My 20th high school class reunion didn't make me feel old.

My 40th birthday didn't make me feel old.

The fact that my daughter is now 16 hasn't made me feel old - yet. She doesn't get her driver's license until November. Ask me then.

But today, I felt old.

Oh, it wasn't the commercial I saw for the 25th anniversary DVD of "The Blues Brothers," either, although that came close - I'd seen it in the theater.

It wasn't even the box my wife bought so I'd remember to take my pills every morning.

What made me feel old was something relatively mindless. Something I'd never thought of before.

I was speaking with a few early 20-somethings when I started to stress a point I'd already made. The words I was going to say bounced around my head, danced up and down my synapses and threw so many red flags around the inside of my skull it looked like I was marking buried power cables.

I almost, but didn't, say the following words: "I don't mean to sound like a broken record."

I'm glad I stopped.

These people were in their early 20s. The compact disc is in its early 20s. Had they even seen a record player apart from something a DJ scratched on a VH1 retro rap video? The record was going the way of the 8-track before most of these kids were potty trained.

But it wasn't the fact that an LP was to them what the American League without a designated hitter is to me. I can deal with that. Things change, people are born, I'm old. Big deal.

It was that an accepted cliché of the English language, like "A bird in the hand is worth two in the bush," "I can't trust him as far as I can throw him" and "Beam me up, Scotty" had become obsolete in my lifetime.

Oh, wait.
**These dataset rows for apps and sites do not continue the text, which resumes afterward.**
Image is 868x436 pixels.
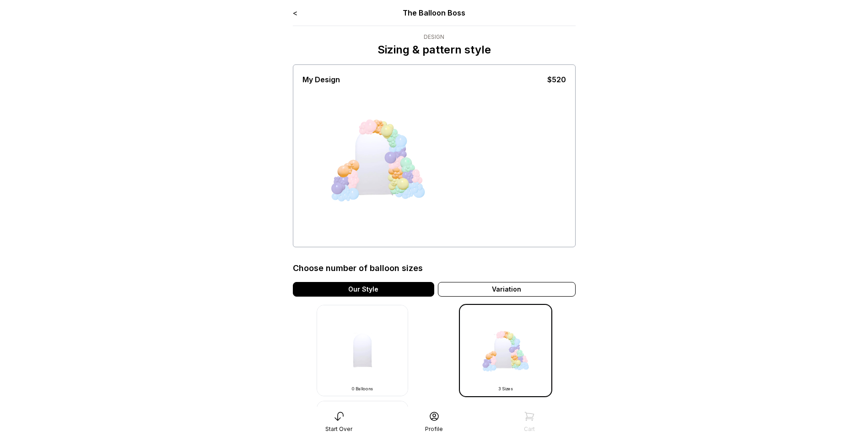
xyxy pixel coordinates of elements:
a: < [293,8,297,17]
img: - [317,305,408,396]
div: Profile [425,426,443,433]
img: - [459,305,551,396]
div: My Design [303,74,340,85]
div: $520 [547,74,566,85]
div: Variation [438,282,575,297]
p: Sizing & pattern style [377,43,491,57]
div: Start Over [325,426,352,433]
div: 3 Sizes [471,386,540,391]
div: The Balloon Boss [349,8,518,19]
div: 0 Balloons [328,386,396,391]
div: Choose number of balloon sizes [293,262,422,275]
div: Design [377,34,491,40]
div: Cart [524,426,535,433]
div: Our Style [293,282,434,297]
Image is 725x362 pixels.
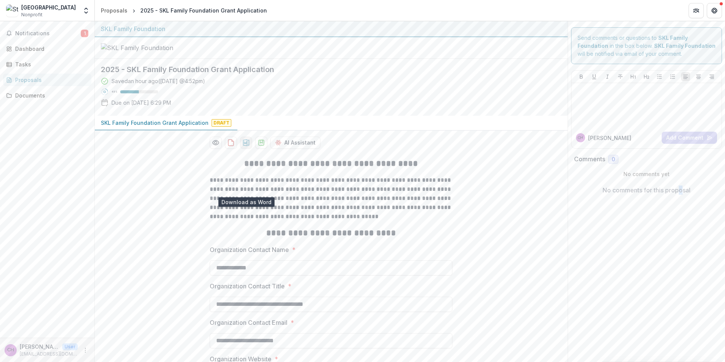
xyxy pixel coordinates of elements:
[577,34,688,49] strong: SKL Family Foundation
[98,5,130,16] a: Proposals
[694,72,703,81] button: Align Center
[62,343,78,350] p: User
[654,42,715,49] strong: SKL Family Foundation
[212,119,231,127] span: Draft
[15,30,81,37] span: Notifications
[3,58,91,71] a: Tasks
[589,72,599,81] button: Underline
[270,136,320,149] button: AI Assistant
[20,350,78,357] p: [EMAIL_ADDRESS][DOMAIN_NAME]
[6,5,18,17] img: St. David's Center
[15,76,85,84] div: Proposals
[707,72,716,81] button: Align Right
[240,136,252,149] button: download-proposal
[111,77,205,85] div: Saved an hour ago ( [DATE] @ 4:52pm )
[577,136,583,140] div: Carol Hammond
[101,43,177,52] img: SKL Family Foundation
[574,170,719,178] p: No comments yet
[81,30,88,37] span: 1
[655,72,664,81] button: Bullet List
[21,3,76,11] div: [GEOGRAPHIC_DATA]
[255,136,267,149] button: download-proposal
[3,74,91,86] a: Proposals
[602,185,690,194] p: No comments for this proposal
[707,3,722,18] button: Get Help
[611,156,615,163] span: 0
[642,72,651,81] button: Heading 2
[662,132,717,144] button: Add Comment
[111,89,117,94] p: 49 %
[3,27,91,39] button: Notifications1
[210,245,289,254] p: Organization Contact Name
[588,134,631,142] p: [PERSON_NAME]
[98,5,270,16] nav: breadcrumb
[111,99,171,107] p: Due on [DATE] 6:29 PM
[7,347,14,352] div: Carol Hammond
[81,3,91,18] button: Open entity switcher
[101,119,208,127] p: SKL Family Foundation Grant Application
[688,3,704,18] button: Partners
[681,72,690,81] button: Align Left
[616,72,625,81] button: Strike
[574,155,605,163] h2: Comments
[629,72,638,81] button: Heading 1
[210,318,287,327] p: Organization Contact Email
[3,89,91,102] a: Documents
[577,72,586,81] button: Bold
[603,72,612,81] button: Italicize
[81,345,90,354] button: More
[571,27,722,64] div: Send comments or questions to in the box below. will be notified via email of your comment.
[20,342,59,350] p: [PERSON_NAME]
[3,42,91,55] a: Dashboard
[668,72,677,81] button: Ordered List
[210,281,285,290] p: Organization Contact Title
[15,45,85,53] div: Dashboard
[15,91,85,99] div: Documents
[15,60,85,68] div: Tasks
[210,136,222,149] button: Preview 0c7980bb-226f-4517-a123-41bc19eaa8ef-0.pdf
[101,24,561,33] div: SKL Family Foundation
[21,11,42,18] span: Nonprofit
[101,6,127,14] div: Proposals
[101,65,549,74] h2: 2025 - SKL Family Foundation Grant Application
[140,6,267,14] div: 2025 - SKL Family Foundation Grant Application
[225,136,237,149] button: download-proposal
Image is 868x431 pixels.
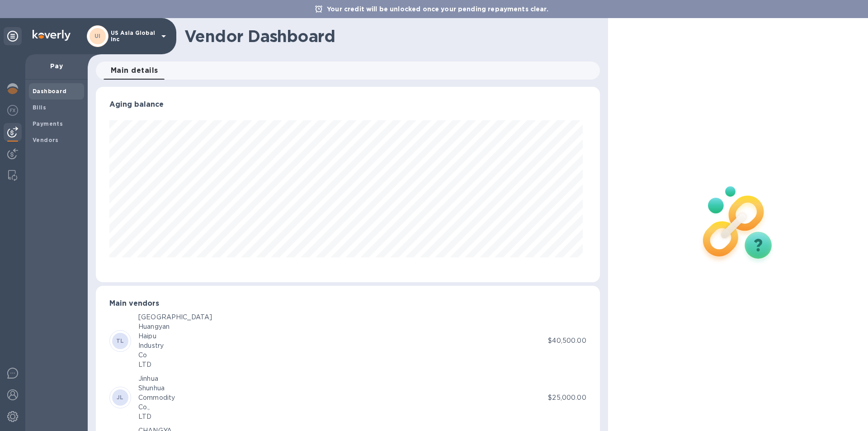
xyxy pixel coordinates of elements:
div: Industry [138,341,212,351]
div: LTD [138,412,175,422]
b: JL [117,394,124,401]
div: Co [138,351,212,360]
div: Shunhua [138,383,175,393]
b: Dashboard [32,87,67,95]
p: Pay [32,62,80,71]
p: $40,500.00 [548,336,585,345]
div: Unpin categories [4,27,22,45]
b: Payments [32,121,63,127]
b: UI [95,32,100,40]
div: Commodity [138,393,175,402]
b: Vendors [32,136,59,144]
span: Main details [110,64,158,76]
div: LTD [138,360,212,369]
img: Foreign exchange [7,105,18,116]
h3: Aging balance [110,100,586,109]
img: Logo [32,29,71,41]
b: TL [116,337,124,344]
h1: Vendor Dashboard [184,27,594,46]
div: Co., [138,402,175,412]
div: [GEOGRAPHIC_DATA] [138,312,212,322]
p: $25,000.00 [548,393,585,402]
p: US Asia Global Inc [110,29,156,42]
h3: Main vendors [110,299,586,308]
div: Haipu [138,332,212,341]
div: Jinhua [138,374,175,383]
b: Your credit will be unlocked once your pending repayments clear. [327,6,549,13]
b: Bills [32,104,46,111]
div: Huangyan [138,322,212,332]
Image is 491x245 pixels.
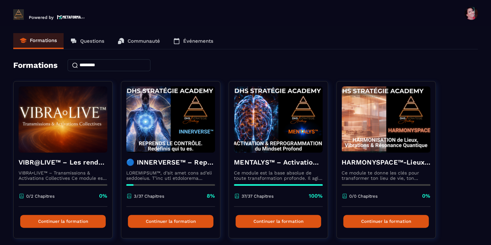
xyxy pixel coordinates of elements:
button: Continuer la formation [343,215,428,228]
p: 0% [99,192,107,200]
p: 100% [309,192,322,200]
img: formation-background [341,86,430,153]
h4: VIBR@LIVE™ – Les rendez-vous d’intégration vivante [19,158,107,167]
p: Événements [183,38,213,44]
a: Formations [13,33,64,49]
p: Formations [30,37,57,43]
p: Ce module est la base absolue de toute transformation profonde. Il agit comme une activation du n... [234,170,322,181]
img: formation-background [19,86,107,153]
p: Ce module te donne les clés pour transformer ton lieu de vie, ton cabinet ou ton entreprise en un... [341,170,430,181]
p: 8% [207,192,215,200]
img: formation-background [234,86,322,153]
h4: Formations [13,61,58,70]
p: Communauté [127,38,160,44]
img: logo [57,14,85,20]
a: Événements [166,33,220,49]
h4: MENTALYS™ – Activation & Reprogrammation du Mindset Profond [234,158,322,167]
p: 37/37 Chapitres [241,194,273,199]
a: Communauté [111,33,166,49]
img: formation-background [126,86,215,153]
p: 3/37 Chapitres [134,194,164,199]
p: 0% [422,192,430,200]
button: Continuer la formation [20,215,106,228]
p: Powered by [29,15,54,20]
p: Questions [80,38,104,44]
a: Questions [64,33,111,49]
p: VIBRA•LIVE™ – Transmissions & Activations Collectives Ce module est un espace vivant. [PERSON_NAM... [19,170,107,181]
img: logo-branding [13,9,24,20]
button: Continuer la formation [128,215,213,228]
button: Continuer la formation [235,215,321,228]
h4: HARMONYSPACE™-Lieux, Vibrations & Résonance Quantique [341,158,430,167]
p: 0/2 Chapitres [26,194,55,199]
p: LOREMIPSUM™, d’sit amet cons ad’eli seddoeius. T’inc utl etdolorema aliquaeni ad minimveniamqui n... [126,170,215,181]
p: 0/0 Chapitres [349,194,377,199]
h4: 🔵 INNERVERSE™ – Reprogrammation Quantique & Activation du Soi Réel [126,158,215,167]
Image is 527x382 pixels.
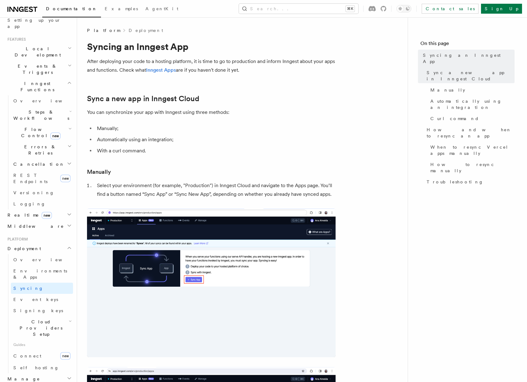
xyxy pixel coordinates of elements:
[430,87,465,93] span: Manually
[11,159,73,170] button: Cancellation
[11,283,73,294] a: Syncing
[129,27,163,34] a: Deployment
[5,237,28,242] span: Platform
[46,6,97,11] span: Documentation
[95,181,336,199] li: Select your environment (for example, "Production") in Inngest Cloud and navigate to the Apps pag...
[422,4,478,14] a: Contact sales
[11,144,67,156] span: Errors & Retries
[11,124,73,141] button: Flow Controlnew
[430,98,514,111] span: Automatically using an integration
[60,175,71,182] span: new
[239,4,358,14] button: Search...⌘K
[5,223,64,230] span: Middleware
[101,2,142,17] a: Examples
[11,350,73,363] a: Connectnew
[11,305,73,317] a: Signing keys
[428,113,514,124] a: Curl command
[5,63,68,75] span: Events & Triggers
[87,209,336,358] img: Inngest Cloud screen with sync App button when you have no apps synced yet
[145,6,178,11] span: AgentKit
[11,317,73,340] button: Cloud Providers Setup
[13,354,41,359] span: Connect
[11,170,73,187] a: REST Endpointsnew
[5,46,68,58] span: Local Development
[428,96,514,113] a: Automatically using an integration
[5,15,73,32] a: Setting up your app
[13,98,77,103] span: Overview
[5,254,73,374] div: Deployment
[42,2,101,17] a: Documentation
[423,52,514,65] span: Syncing an Inngest App
[5,95,73,210] div: Inngest Functions
[13,286,43,291] span: Syncing
[346,6,354,12] kbd: ⌘K
[142,2,182,17] a: AgentKit
[87,168,111,176] a: Manually
[13,297,58,302] span: Event keys
[428,159,514,176] a: How to resync manually
[11,319,69,338] span: Cloud Providers Setup
[13,308,63,313] span: Signing keys
[95,147,336,155] li: With a curl command.
[420,50,514,67] a: Syncing an Inngest App
[11,363,73,374] a: Self hosting
[424,67,514,84] a: Sync a new app in Inngest Cloud
[5,78,73,95] button: Inngest Functions
[42,212,52,219] span: new
[13,258,77,263] span: Overview
[5,61,73,78] button: Events & Triggers
[87,41,336,52] h1: Syncing an Inngest App
[428,142,514,159] a: When to resync Vercel apps manually
[146,67,176,73] a: Inngest Apps
[430,116,479,122] span: Curl command
[427,70,514,82] span: Sync a new app in Inngest Cloud
[427,179,483,185] span: Troubleshooting
[11,95,73,107] a: Overview
[5,212,52,218] span: Realtime
[424,124,514,142] a: How and when to resync an app
[5,80,67,93] span: Inngest Functions
[11,199,73,210] a: Logging
[11,187,73,199] a: Versioning
[11,126,68,139] span: Flow Control
[95,124,336,133] li: Manually;
[5,246,41,252] span: Deployment
[430,144,514,157] span: When to resync Vercel apps manually
[5,376,40,382] span: Manage
[13,269,67,280] span: Environments & Apps
[95,135,336,144] li: Automatically using an integration;
[11,109,69,121] span: Steps & Workflows
[87,57,336,75] p: After deploying your code to a hosting platform, it is time to go to production and inform Innges...
[481,4,522,14] a: Sign Up
[430,162,514,174] span: How to resync manually
[5,210,73,221] button: Realtimenew
[13,190,54,195] span: Versioning
[5,37,26,42] span: Features
[427,127,514,139] span: How and when to resync an app
[11,266,73,283] a: Environments & Apps
[11,294,73,305] a: Event keys
[420,40,514,50] h4: On this page
[11,161,65,167] span: Cancellation
[87,27,120,34] span: Platform
[60,353,71,360] span: new
[105,6,138,11] span: Examples
[13,366,59,371] span: Self hosting
[5,43,73,61] button: Local Development
[11,254,73,266] a: Overview
[11,340,73,350] span: Guides
[13,202,46,207] span: Logging
[11,141,73,159] button: Errors & Retries
[87,94,199,103] a: Sync a new app in Inngest Cloud
[7,18,61,29] span: Setting up your app
[396,5,411,12] button: Toggle dark mode
[87,108,336,117] p: You can synchronize your app with Inngest using three methods:
[50,133,61,139] span: new
[428,84,514,96] a: Manually
[424,176,514,188] a: Troubleshooting
[13,173,48,184] span: REST Endpoints
[11,107,73,124] button: Steps & Workflows
[5,221,73,232] button: Middleware
[5,243,73,254] button: Deployment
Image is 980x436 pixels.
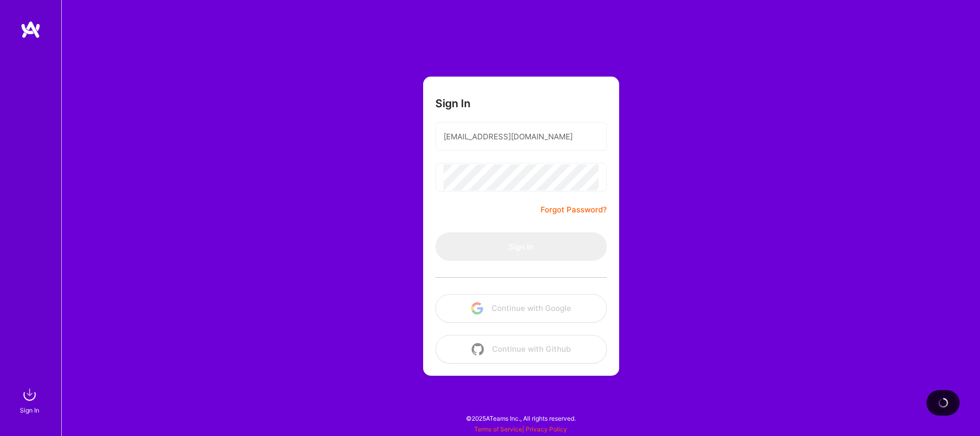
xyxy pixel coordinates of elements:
[938,398,948,408] img: loading
[443,123,599,149] input: Email...
[474,425,522,433] a: Terms of Service
[20,385,40,405] img: sign in
[435,97,471,109] h3: Sign In
[435,335,607,364] button: Continue with Github
[526,425,567,433] a: Privacy Policy
[472,343,484,356] img: icon
[20,405,39,416] div: Sign In
[541,204,607,216] a: Forgot Password?
[22,385,40,416] a: sign inSign In
[474,425,567,433] span: |
[435,294,607,323] button: Continue with Google
[471,302,483,315] img: icon
[61,406,980,431] div: © 2025 ATeams Inc., All rights reserved.
[20,20,41,39] img: logo
[435,232,607,261] button: Sign In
Is "Beam me up, Scotty" obsolete?

No?

Then God bless reruns and geek parents.

But unless these kids grew up with their grandparents, they won't know that a record stylus skips if it hits a scratch, bounces back, and whatever had just played will play again and again and again until somebody lifts the stylus out of the groove.

If they don't know how a broken record behaves, then "sound like a broken record" has been rendered meaningless to all future generations.

That made me think, what other clichés that made sense to me growing up, were now useless?

"The sky's the limit" is a fine candidate.

We go or send things into outer space all the time, so, the sky's not the limit anymore.

Yeah, it's that kind of stuff that makes me feel old.

And I don't think my 25th high school reunion is going to make me feel any better.